Probably not something that would be cleaned up with contact
spray. If the symptoms occur at the same point on the spectrum,
and consistently, you might try operating the radio on batteries for
a moment. See if the point of failure is different than the point
of failure on mains power.

If there is a difference, then at first blush, it looks like your
HF oscillator is becoming unstable, or ceasing oscillation. Or your
RF-IF stages are no longer tracking.

At this age, you'd be eligible for an alignment touch up. Or more
the more involved replacement of components out of tolerance.

If you've been noticing your dial calibration is off, this is
also indicative of drifting components.

I"m getting to the stage where an alignment and recapping of my
own RF-3100 is going to be a necessary.

It's not difficult. And the receiver isn't that complicated.


Fun radio, and I"ve dragged mine around the country behind me for
years. Not in the same class as most of my rigs, and it is subject
to easier overload than many, but mine isn't going anywhere.

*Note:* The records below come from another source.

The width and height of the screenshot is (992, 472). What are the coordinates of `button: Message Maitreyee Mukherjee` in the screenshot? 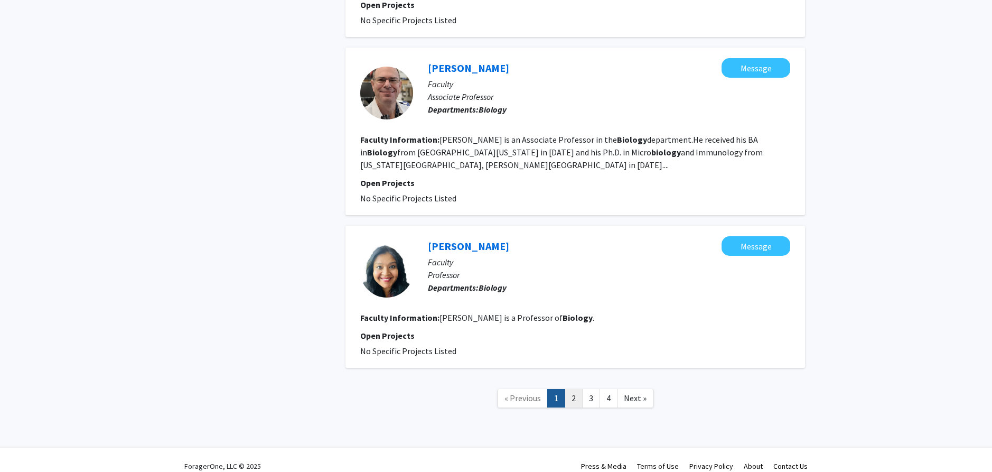 It's located at (756, 246).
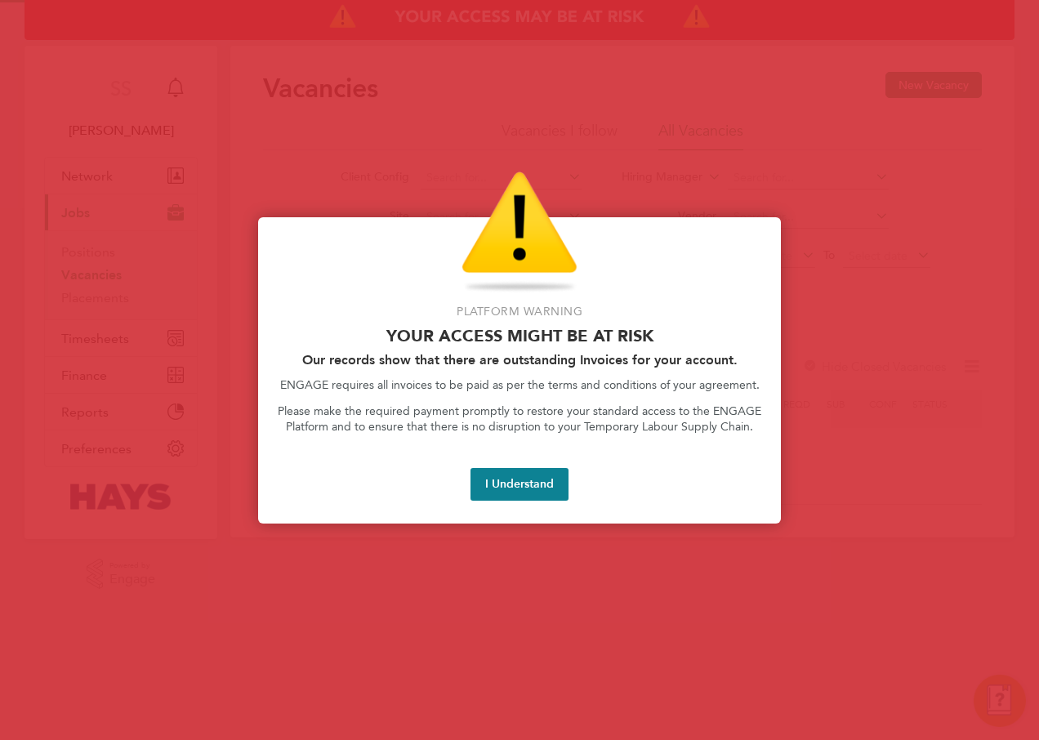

It's
definitely worth the attention to bring it back to spec.


Increasing the coupling capacitors along the audio path, and from
the detector to the output will improve bottom end response on
headphones and external speakers.


p


The FM broadcast band is not that important as long as all shortwave
bands work, but is it something that might deteriorate further?

Any comment or help would be most welcome.